First Science From A Virtual Observatory
mindpixel writes "I first mentioned Virtual Observatories in my July 2000 Slashdot interview. Now, nearly four years later, Spacetelescope.org is reporting a European team has used the Astrophysical Virtual Observatory (AVO) to find 30 supermassive black holes that had previously escaped detection behind masking dust clouds. The identification of this large population of long-sought 'hidden' black holes is the first scientific discovery to emerge from a Virtual Observatory. The result suggests that astronomers may have underestimated the number of powerful supermassive black holes by as much as a factor of five."
And I quote, from Science Frontiers in March 1988 in a story about black holes: "The long history of science teaches us that all theories are eventually displaced by more accurate, more all-inclusive formulations." The observations made in the virtual observatory may allow the incredible boffins to establish the aforementioned formulations.
Further: Among the observations that hint at the reality of black holes are the X-ray binaries. In a typical X-ray binary, prodigious, flickering fluxes of X-rays reveal the presence of an ultradense star and an orbiting companion. The rapid orbital motion of the companion star tells us that the central X-ray star has a mass of more than three suns. General Relativity assures us that such a star can only collapse further to form a black hole. Therefore, black holes must exist.
However, this speculation may merely be an accessory to a grotesque mythology surrounding the aforementioned black holes. Some people in the scientific community believe that black holes were invented by more advanced civilizations in order to act as a cloaking device for their areas of space.
I am personally of the belief that black holes do not exist, as they suffer from the 'tree falling in the forest' syndrome. If you cannot see it, it does not exist. This applies to everything. So if you wish to exist, please reply to my diatribe.. alternatively, if you haven't even read this far, mod me up as Insightful or Informative.
To take this massive amount of sky image data and to build one freakin' huge database of it all. Take all this raw data, cut it into chunks, index it in a huge database, then have a system to display any part of it combined from all or some of the sources. Like a virtual sky sort of thing.
:)
The data storage would obviously have to be immense, as would the indexing and graphics processing capabilities.
Anyway, then make a virtual sky out of it. So that you can look at any place in the database, get your image in a variety of views, look at the original images, look at it in ultraviolet, IR, whatever you like.
Some system for processing incoming data would be needed, some method to sync data from multiple sources, etc, etc. But it would be pretty useful, I think. At least to astronomers.
- Give a man a fire and he's warm for a day, but set him on fire and he's warm for the rest of his life.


Problem description » Look for "Language" in each line of the entries, and return the matching lines.

══ Source material

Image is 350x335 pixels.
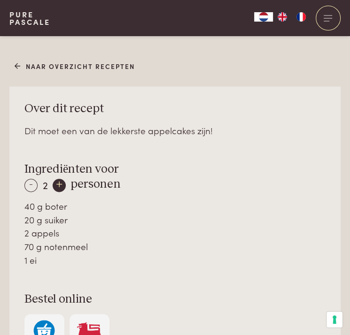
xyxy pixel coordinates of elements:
[70,178,120,190] span: personen
[9,11,50,26] a: PurePascale
[24,101,325,116] h3: Over dit recept
[24,179,38,192] div: -
[24,163,119,175] span: Ingrediënten voor
[24,124,325,138] div: Dit moet een van de lekkerste appelcakes zijn!
[292,12,310,22] a: FR
[24,213,325,227] div: 20 g suiker
[273,12,292,22] a: EN
[24,200,325,213] div: 40 g boter
[254,12,273,22] div: Language
[254,12,273,22] a: NL
[53,179,66,192] div: +
[326,312,342,328] button: Uw voorkeuren voor toestemming voor trackingtechnologieën
[24,240,325,254] div: 70 g notenmeel
[254,12,310,22] aside: Language selected: Nederlands
[24,226,325,240] div: 2 appels
[24,292,325,307] h3: Bestel online
[15,62,135,71] a: Naar overzicht recepten
[24,254,325,267] div: 1 ei
[43,178,48,192] span: 2
[273,12,310,22] ul: Language list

════

Answer for the task »
[254,12,273,22] div: Language
[254,12,310,22] aside: Language selected: Nederlands
[273,12,310,22] ul: Language list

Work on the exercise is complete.